Meson now has meson env2mfile that can automatically produce a cross file. I seem to recall that smcv had a suggestion for making this better, though I cannot find a relevant feature request filed on the issue tracker...

It's possible that we discussed this on the Debian bug tracking system rather than upstream, and my suggestion might have been rejected by an upstream maintainer sufficiently forcefully that I didn't think it was worth spending the time to suggest it in the upstream issue tracker and get it rejected again.

At the moment, meson env2mfile correctly assumes that Debian prefers to use architecture-prefixed tools for cross architectures (${DEB_HOST_GNU_TYPE}-pkg-config, ${DEB_HOST_GNU_TYPE}-strip, etc.), but also assumes that non-Debian-derived systems never do this.

However, having cross-tools prefixed with a GNU architecture tuple is not Debian-specific: if anything it's more of a GNUism.
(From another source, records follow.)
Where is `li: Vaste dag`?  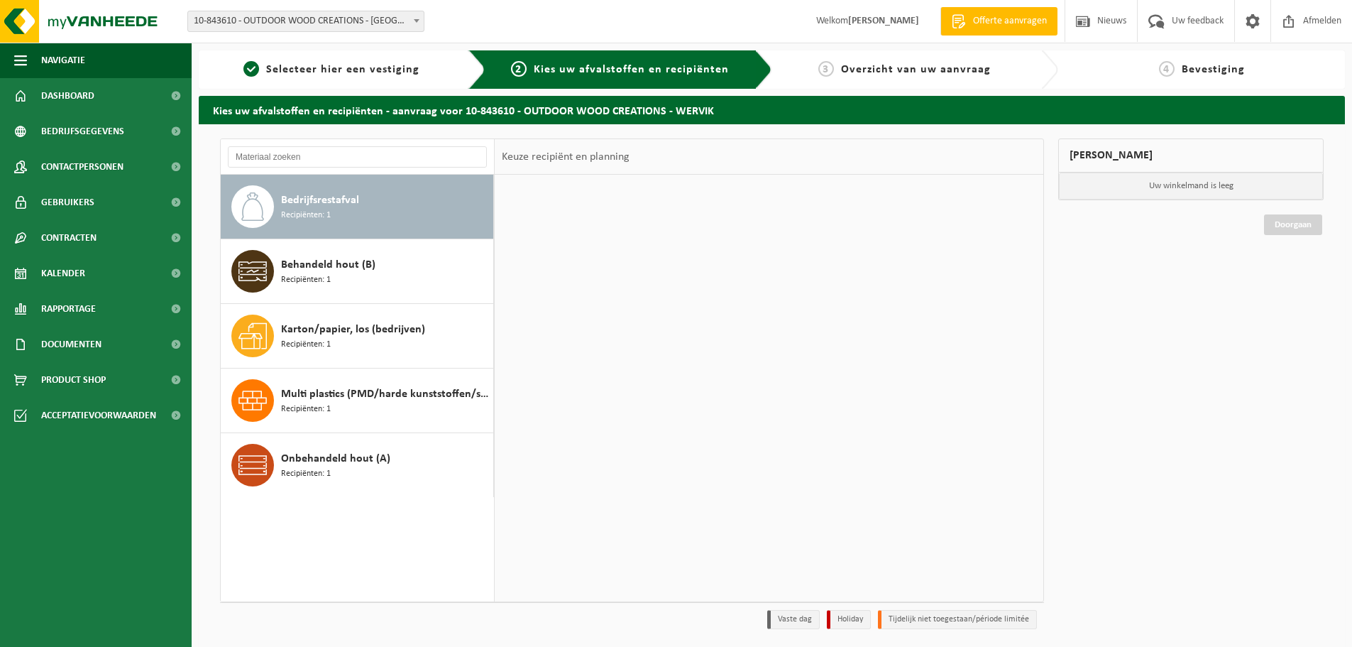
li: Vaste dag is located at coordinates (793, 619).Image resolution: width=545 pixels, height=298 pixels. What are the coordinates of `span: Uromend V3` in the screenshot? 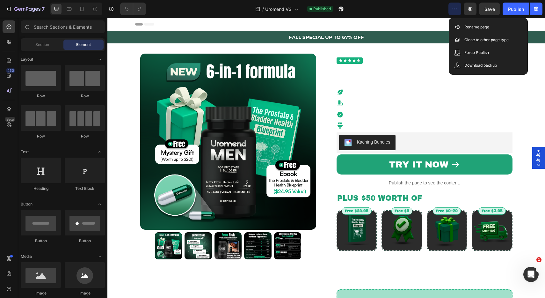 It's located at (278, 9).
Autotools systematically tries ${host}-foo before foo for many cross-relevant tools, where ${host} is the GNU tuple describing the host architecture, for example aarch64-linux-gnu for GNU/Linux on aarch64; and similarly, ad-hoc Makefile-based build systems like the one for the Linux kernel often use $(CROSS_COMPILE)foo, where $(CROSS_COMPILE) is empty by default but can be set to something like aarch64-linux-gnu- if cross-tools are desired. So I think it would make sense to make this common pattern easier, without requiring authors of cross-files to know the full list of cross-tools that Meson can be told to use.

One way to achieve that could be for meson env2mfile to have a mode where the input is a GNU tuple, and the output tries that prefix for many cross-tools, similar to how it uses ${DEB_HOST_GNU_TYPE} on Debian. (Perhaps meson env2mfile --cross --gnutuple=aarch64-linux-gnu, analogous to the current meson env2mfile --cross --debarch=arm64?)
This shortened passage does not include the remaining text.